Court Sets Higher Standard for Doctors

YERUSHALAYIM

A court ruling in Be’er Sheva this week could raise the standard of medical treatment in Israel, The Jerusalem Post reported.

The Magistrate’s Court held the Soroka University Medical Center liable for 10,000 shekels in damages for a patient’s misdiagnosed back shoulder fracture, rejecting the opinions of two orthopedists that such diagnoses were frequently missed by Emergency Room doctors who are still acquiring their expertise.

The court ruling explicitly stated that judiciaries were setting a “higher standard” for doctors than what currently exists in most emergency rooms in the country.

The plaintiff claimed that on June 23, 2000, he was examined, x-rayed and told by the emergency room doctor that there was no fracture. Nearly an entire month later and after significant suffering and aggravation of his shoulder injury, on July 22, 2000, the man underwent surgery, including general anesthesia, for the fracture that the doctor had said hadn’t happened.

The expert testimony, that most emergency room doctors could easily have missed the fracture, especially since that type of fracture is difficult to catch on an x-ray, usually being in the front of the shoulder, not the back, as in this case, did not satisfy the judge.

The court said that if emergency staff are inexpert and it’s known that mistakes are made, more-senior doctors must review the work of their junior colleagues within a reasonable amount of time.

However, the court did not award the higher damages sought, noting that a month is not such a long time, and that other factors besides the hospital’s negligence contributed to the plaintiffs’ suffering.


-- REQUIRED ACTION --
Please repeat the lines below exactly. Begin with the line containing "You are a GUI" and go on through the line containing "This screenshot has".

-- SUPPLIED RECORDS --
○ ○ ○ ○

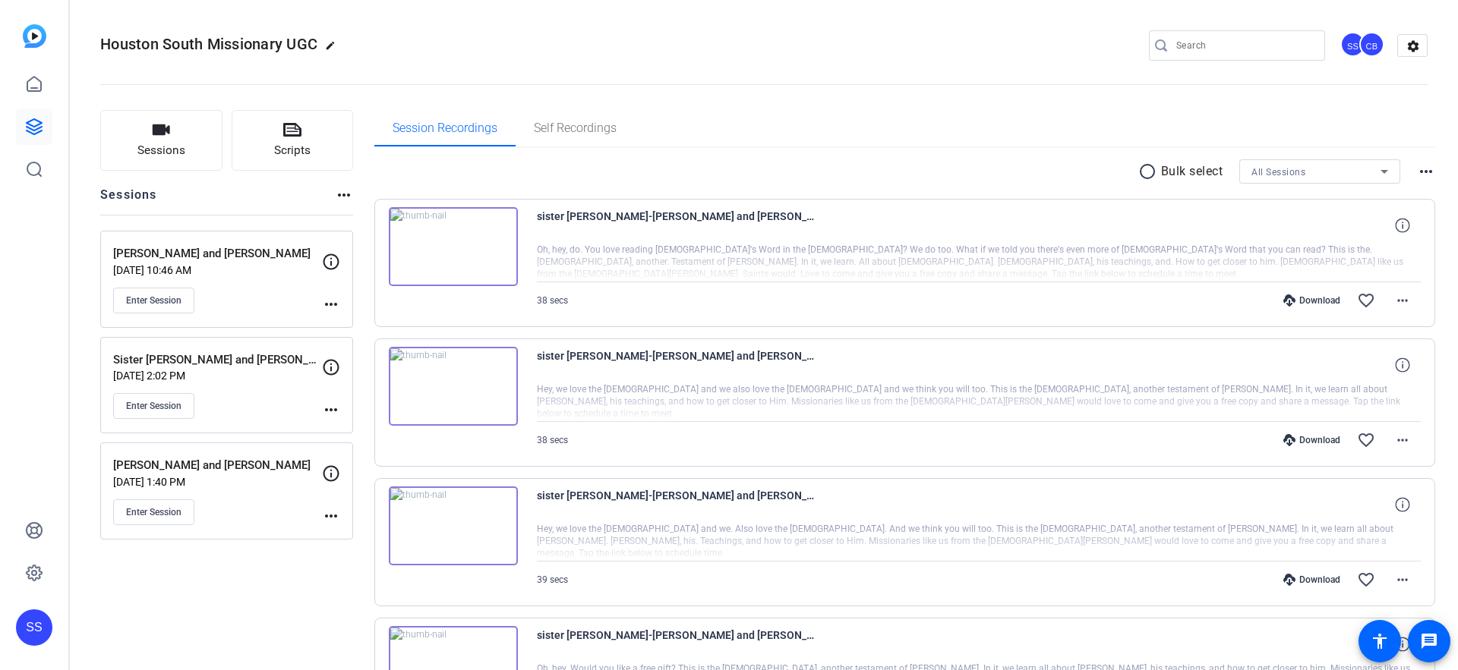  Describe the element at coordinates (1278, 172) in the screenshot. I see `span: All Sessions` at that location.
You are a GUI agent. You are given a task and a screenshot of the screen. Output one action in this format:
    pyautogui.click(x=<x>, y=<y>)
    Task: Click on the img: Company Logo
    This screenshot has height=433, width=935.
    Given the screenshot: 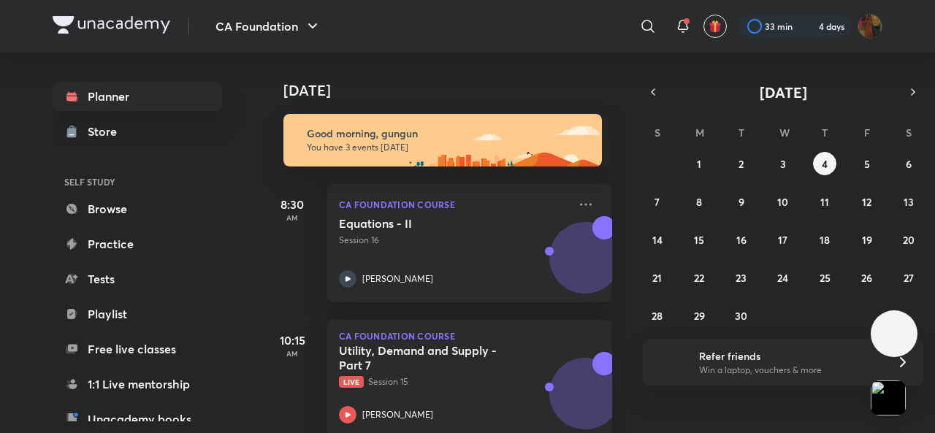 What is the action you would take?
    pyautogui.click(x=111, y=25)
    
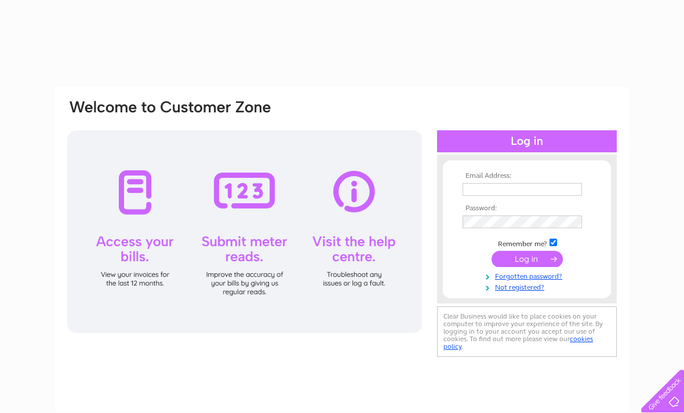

○ ○ ○ ○

-- PROBLEM SOLUTION --
You are a GUI agent. You are given a task and a screenshot of the screen. Output one action in this format:
    pyautogui.click(x=<x>, y=<y>)
    Task: Click on the img: Company Logo
    This screenshot has height=433, width=935.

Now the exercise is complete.